A dozen light years away, scientists at Penn State University were re-analysing the extent to which habitable zones penetrate the space around stars; in other words, at what distance liquid water could potentially exist on a planetary surface assuming an Earth-like atmosphere. The basics for habitable zone theory had been worked out in part by, among others, Penn State’s James Kasting in decades previous. Building on his work, Ravi Kumar Kopparapu and Ramses Ramirez discovered that habitable zones are found further from their stars than had been envisaged (see Habitable Zones: A Moving Target for more).

The result was bad news for our two exoplanets. Suddenly, as the habitable zone shifted imperceptibly around them, they found themselves on the wrong side of the inner habitable zone boundary, too close to their respective stars. Consequently the Planetary Habitability Laboratory at the University of Puerto Rico, Arecibo, declared them uninhabitable. Too bad for any life-forms living there.

Despite only knowing the scarcest of details about these worlds – mass, radius, density, the amount of heating from their stars – these two worlds have been cast into the obsolescence in a manner that seems shockingly final. We know so little about these planets, how can we possibly say whether they are habitable or not, especially when the only standard we are holding them to is habitability for human beings?

Key Factors for Habitability

Determination of habitability is based on worlds not necessarily having exactly the same atmosphere as Earth, but at least having water and carbon dioxide, which are abundant and vital for life, Dr Abel Mendez of the Planetary Habitability Laboratory at the University of Puerto Rico, Arecibo, tells me. “The problem of the inner edge is that once you evaporate more water you get into a runaway greenhouse effect that will make the planet lose all its water,” he says.

There are other factors that play a part though. Just because a planet is inside a habitable zone doesn’t mean it is automatically habitable. The presence of an atmosphere, water, a global magnetic field, plate tectonics and a not too heavy impact rate are all factors. For those worlds close to the edges of the habitable zone, the margins are even narrower.

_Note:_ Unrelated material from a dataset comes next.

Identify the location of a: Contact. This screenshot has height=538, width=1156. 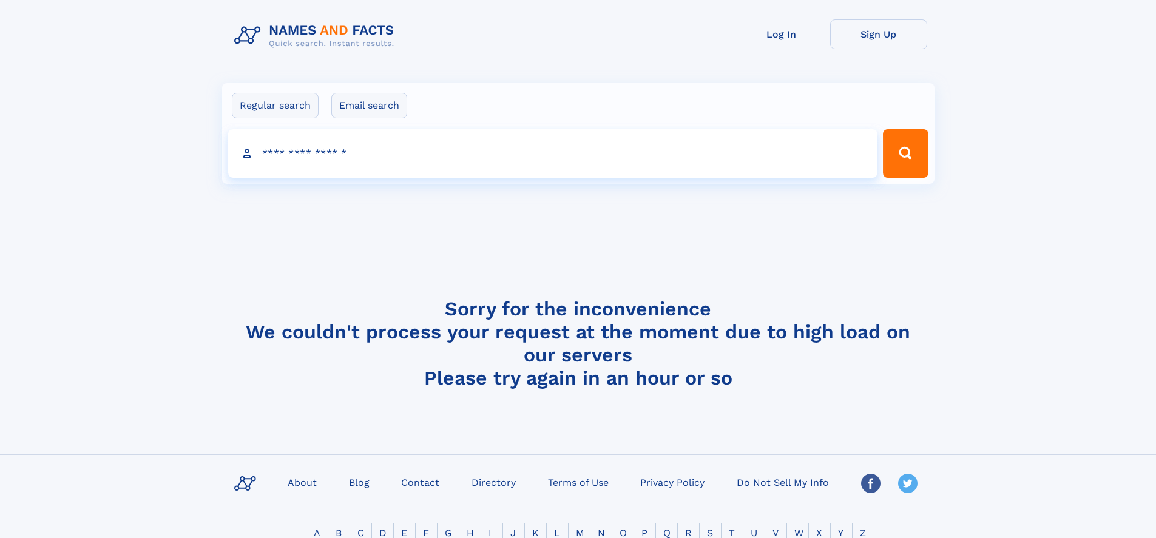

For example, habitability of planets on the edge could be largely dependent upon cloud cover, says Mendez, which can increase a planet’s albedo, or reflectivity, preventing heat from reaching the surface, but if there’s no way to see clouds on a planet many light years away, how can we just write off worlds like tau Ceti f and HD 85512b? Mendez admits nothing is for certain. “The intention of the habitable zone is to determine the limits [at which habitable planets can exist from their stars], but I will not call them hard limits yet due to uncertainties such as the effects of clouds.”

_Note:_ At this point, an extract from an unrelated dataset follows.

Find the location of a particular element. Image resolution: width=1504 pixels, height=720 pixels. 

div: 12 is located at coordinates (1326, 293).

A constrained, limited view of habitability that says only Earth-like conditions will do limits the number of worlds we think would look friendly. And there’s nothing wrong with this approach – we know that a planet like Earth is suitable for life, so that is what we look for, whereas we don’t know yet whether life could exist on worlds like Europa or Titan, for example. It’s not that planetary scientists are ignoring other kinds of worlds, either. “Many groups are considering the more exotic possibilities, such as tidal habitable zones, habitable planets around white dwarfs, etc,” says Mendez. “The problem is that the habitability of such conditions are harder to observe or interpret than known biosignatures, and observational astronomers need to measure things, but we will get there.”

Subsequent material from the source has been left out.